This week I went to the airstrip to pick up one of our missionaries. I sat in a hot car on a dirt runway for two hours waiting. Our typical bush “airport” consists of one small building, smaller than any of your houses, and they might contain a desk or two and a couple of plastic chairs. There are no computers or telephones, no xray machines, no baggage scales as we know them with digital readouts. Our scales are these round things with a hook at one end to hang sacks of grain from to measure the kilogram weight. This is what we use to weigh bags, and sometimes ourselves (haha) as we hang from them (haha).
There are no soda machines or water fountains or even restrooms. There might be a latrine with a hole in the ground and no toilet paper of course. So, if a plane is late we don’t know it until we are there waiting and we see that, hmmmm, the plane must be delayed. And we wait…….. When we see the plane in the sky in the far distance, if possible we drive down the airstrip to chase the goats and donkeys away so they don’t get hit, and sometimes the people. This was standard practice in Akuem. Here in Yei the airstrip is finally fenced in at least. Morale of my story? Don’t complain about your modern airports with all their restaurants and nice stores and newsstands and drinking water and need I go on J?
Here in Sudan almost everything we do is an effort. If we want beans for dinner, and we do every single night (mmmmm), we have to sift through an industrial sized cauldron of beans to weed out the bad ones. If we want peanuts or peanut paste for our wonderful sauce, we sit around in big groups and shell peanuts all afternoon. Then we have this large flat stone that we put a handful of nuts on at a time and we use a smaller stone to rub them (grind) into a paste. Hours and hours of work for one meal using peanut paste.
If we want to use sesame seeds in our sauces, and we do a lot, then we pick these large plants that have small heads of these seeds. We put them out to dry. Then we pile them into a pile and get on our knees and beat this pile with bamboo poles until all these tiny seeds fall to the dirt. Then we gather these tiny seeds and start sifting them three times through and through. Then we grind them with the stones.
If we want coffee, we buy raw coffee beans in the market and we roast them in a saucepan by constantly stirring them until they are a rich dark brown. We then take them to the stones and grind them into a fine powder. Nothing is easy here. There are no refrigerators or microwaves or even electric stoves and ovens. There is no sink. All of these chores require water for cleaning and such and so along with the work we have to pump and haul water for cleaning.
The best thing though about all this work is the relationship we have with each other. No one does these things alone. Every time we have to go to the field and harvest things, many of us go, even the children. We sit and pick and peal and shell and talk and laugh. When we are grinding or roasting, we are sitting around the fire or the stones together. I love these times with my family here in South Sudan. Tomorrow I am going to town to purchase all the material for my roofing projects.
Many tree poles are needed, over fifty. Many bundles of grass, taller than a person and as big around, are needed, over seventy bundles. All of this along with nails and ropes and tools will be carried down small bush trails by as many of us as I can get in order to reach the small huts that we are going to remodel the roofs on. Without each other, this work could not be done.
God created us for relationship and to help one another. The modern world has changed the face of society in more ways than one. Community is hard to find. I love the simple ways of these people and I learn so much about the Kingdom here in this primitive land. I pray that you too can see through heaven’s eyes and experience the simple things in your world. Jesus used the simple things to teach us and it is through these that I love to learn about His ways. Be blessed in all that He shows you this coming week.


Exact copy, pictures excluded: reproduce every record below.

----- DATA EXTRACT -----

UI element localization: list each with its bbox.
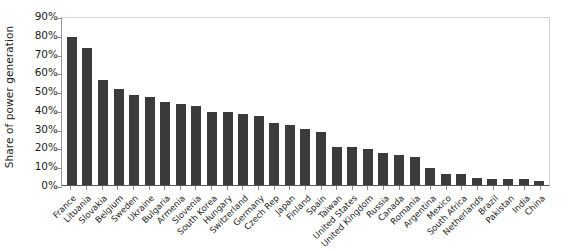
bar[interactable] [441,174,451,185]
bar-slot [438,18,454,185]
bar[interactable] [519,179,529,185]
x-axis-tick-mark [117,186,118,190]
bar-slot [111,18,127,185]
bar-slot [298,18,314,185]
y-axis-tick-mark [57,149,62,150]
bar-slot [173,18,189,185]
bar-slot [126,18,142,185]
bar-slot [189,18,205,185]
bar-slot [376,18,392,185]
bar-slot [157,18,173,185]
bar[interactable] [394,155,404,185]
bar-slot [235,18,251,185]
bar[interactable] [378,153,388,185]
x-axis-tick-mark [414,186,415,190]
bar-slot [142,18,158,185]
bar[interactable] [456,174,466,185]
x-axis-tick-mark [383,186,384,190]
bar[interactable] [503,179,513,185]
bar[interactable] [300,129,310,185]
bar-slot [329,18,345,185]
bar-slot [251,18,267,185]
bar-slot [516,18,532,185]
bar-slot [80,18,96,185]
y-axis-tick-mark [57,112,62,113]
y-axis-tick-mark [57,168,62,169]
y-axis-tick-labels: 90%80%70%60%50%40%30%20%10%0% [14,0,58,243]
y-axis-tick-label: 40% [14,105,58,116]
x-axis-tick-mark [258,186,259,190]
y-axis-tick-label: 70% [14,49,58,60]
bar[interactable] [332,147,342,185]
bar[interactable] [472,178,482,186]
bar-slot [282,18,298,185]
x-axis-tick-mark [461,186,462,190]
bar[interactable] [129,95,139,185]
bar-slot [344,18,360,185]
x-axis-tick-mark [195,186,196,190]
x-axis-tick-mark [493,186,494,190]
bar[interactable] [223,112,233,185]
y-axis-tick-label: 10% [14,161,58,172]
bar-slot [422,18,438,185]
bar[interactable] [285,125,295,185]
x-axis-tick-mark [446,186,447,190]
x-axis-tick-mark [477,186,478,190]
y-axis-tick-label: 0% [14,180,58,191]
bar[interactable] [410,157,420,185]
x-axis-tick-mark [242,186,243,190]
bar[interactable] [82,48,92,185]
bar[interactable] [67,37,77,185]
x-axis-tick-mark [211,186,212,190]
x-axis-tick-mark [274,186,275,190]
x-axis-tick-mark [524,186,525,190]
bar[interactable] [114,89,124,185]
x-axis-tick-mark [149,186,150,190]
bar[interactable] [254,116,264,185]
bar-slot [220,18,236,185]
bar-slot [469,18,485,185]
x-axis-tick-mark [102,186,103,190]
bar-slot [407,18,423,185]
bar-slot [485,18,501,185]
bar-slot [204,18,220,185]
x-axis-tick-mark [508,186,509,190]
bar[interactable] [425,168,435,185]
y-axis-tick-mark [57,56,62,57]
bar-slot [64,18,80,185]
bar[interactable] [347,147,357,185]
bar[interactable] [207,112,217,185]
y-axis-tick-mark [57,18,62,19]
bar-slot [391,18,407,185]
bar[interactable] [316,132,326,185]
bar[interactable] [363,149,373,185]
x-axis-tick-mark [289,186,290,190]
x-axis-tick-labels: FranceLituaniaSlovakiaBelgiumSwedenUkrai… [61,191,550,243]
x-axis-tick-mark [321,186,322,190]
x-axis-tick-mark [164,186,165,190]
bar-slot [360,18,376,185]
bar[interactable] [238,114,248,185]
y-axis-tick-label: 90% [14,11,58,22]
bar[interactable] [534,181,544,185]
bar-slot [313,18,329,185]
bar[interactable] [191,106,201,185]
bar-slot [267,18,283,185]
bar-series [62,18,549,185]
bar[interactable] [269,123,279,185]
x-axis-tick-mark [86,186,87,190]
x-axis-tick-mark [399,186,400,190]
bar[interactable] [487,179,497,185]
y-axis-tick-label: 30% [14,124,58,135]
bar[interactable] [176,104,186,185]
bar[interactable] [98,80,108,185]
bar-slot [531,18,547,185]
plot-area [61,17,550,186]
y-axis-tick-label: 20% [14,142,58,153]
y-axis-tick-mark [57,74,62,75]
y-axis-tick-label: 80% [14,30,58,41]
bar[interactable] [145,97,155,185]
bar[interactable] [160,102,170,185]
x-axis-tick-mark [540,186,541,190]
y-axis-tick-label: 60% [14,67,58,78]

-----

YOUR RESPONSE>
UI element localization: list each with its bbox.
bar[interactable] [441,174,451,185]
bar-slot [438,18,454,185]
bar[interactable] [519,179,529,185]
x-axis-tick-mark [117,186,118,190]
bar-slot [111,18,127,185]
bar-slot [298,18,314,185]
y-axis-tick-mark [57,149,62,150]
bar-slot [173,18,189,185]
bar-slot [126,18,142,185]
bar-slot [189,18,205,185]
bar-slot [376,18,392,185]
bar-slot [157,18,173,185]
bar[interactable] [394,155,404,185]
bar-slot [235,18,251,185]
bar[interactable] [378,153,388,185]
x-axis-tick-mark [414,186,415,190]
bar-slot [142,18,158,185]
bar[interactable] [456,174,466,185]
x-axis-tick-mark [383,186,384,190]
bar[interactable] [503,179,513,185]
bar[interactable] [300,129,310,185]
bar-slot [329,18,345,185]
bar-slot [251,18,267,185]
bar-slot [516,18,532,185]
bar-slot [80,18,96,185]
y-axis-tick-mark [57,112,62,113]
y-axis-tick-mark [57,168,62,169]
y-axis-tick-labels: 90%80%70%60%50%40%30%20%10%0% [14,0,58,243]
y-axis-tick-label: 40% [14,105,58,116]
x-axis-tick-mark [258,186,259,190]
y-axis-tick-label: 70% [14,49,58,60]
bar[interactable] [332,147,342,185]
bar[interactable] [472,178,482,186]
bar-slot [282,18,298,185]
x-axis-tick-mark [461,186,462,190]
bar[interactable] [129,95,139,185]
bar-slot [344,18,360,185]
x-axis-tick-mark [195,186,196,190]
x-axis-tick-mark [493,186,494,190]
bar[interactable] [223,112,233,185]
y-axis-tick-label: 10% [14,161,58,172]
bar-slot [422,18,438,185]
bar[interactable] [285,125,295,185]
x-axis-tick-mark [446,186,447,190]
x-axis-tick-mark [477,186,478,190]
y-axis-tick-label: 0% [14,180,58,191]
bar[interactable] [410,157,420,185]
x-axis-tick-mark [242,186,243,190]
bar[interactable] [82,48,92,185]
bar[interactable] [67,37,77,185]
x-axis-tick-mark [211,186,212,190]
x-axis-tick-mark [274,186,275,190]
x-axis-tick-mark [524,186,525,190]
bar[interactable] [114,89,124,185]
x-axis-tick-mark [149,186,150,190]
bar[interactable] [254,116,264,185]
bar-slot [220,18,236,185]
bar-slot [469,18,485,185]
x-axis-tick-mark [102,186,103,190]
bar-slot [407,18,423,185]
bar-slot [485,18,501,185]
bar-slot [204,18,220,185]
x-axis-tick-mark [508,186,509,190]
bar[interactable] [425,168,435,185]
y-axis-tick-mark [57,56,62,57]
bar-slot [64,18,80,185]
bar[interactable] [347,147,357,185]
bar[interactable] [207,112,217,185]
y-axis-tick-mark [57,18,62,19]
bar-slot [391,18,407,185]
bar[interactable] [316,132,326,185]
bar[interactable] [363,149,373,185]
x-axis-tick-mark [289,186,290,190]
x-axis-tick-labels: FranceLituaniaSlovakiaBelgiumSwedenUkrai… [61,191,550,243]
x-axis-tick-mark [321,186,322,190]
x-axis-tick-mark [164,186,165,190]
bar-slot [360,18,376,185]
bar[interactable] [238,114,248,185]
y-axis-tick-label: 90% [14,11,58,22]
bar[interactable] [534,181,544,185]
bar-slot [313,18,329,185]
bar[interactable] [191,106,201,185]
bar-slot [267,18,283,185]
bar-series [62,18,549,185]
bar[interactable] [269,123,279,185]
x-axis-tick-mark [86,186,87,190]
x-axis-tick-mark [399,186,400,190]
bar[interactable] [487,179,497,185]
y-axis-tick-label: 30% [14,124,58,135]
bar[interactable] [176,104,186,185]
bar[interactable] [98,80,108,185]
bar-slot [531,18,547,185]
plot-area [61,17,550,186]
y-axis-tick-label: 20% [14,142,58,153]
y-axis-tick-mark [57,74,62,75]
y-axis-tick-label: 80% [14,30,58,41]
bar[interactable] [145,97,155,185]
bar[interactable] [160,102,170,185]
x-axis-tick-mark [540,186,541,190]
y-axis-tick-label: 60% [14,67,58,78]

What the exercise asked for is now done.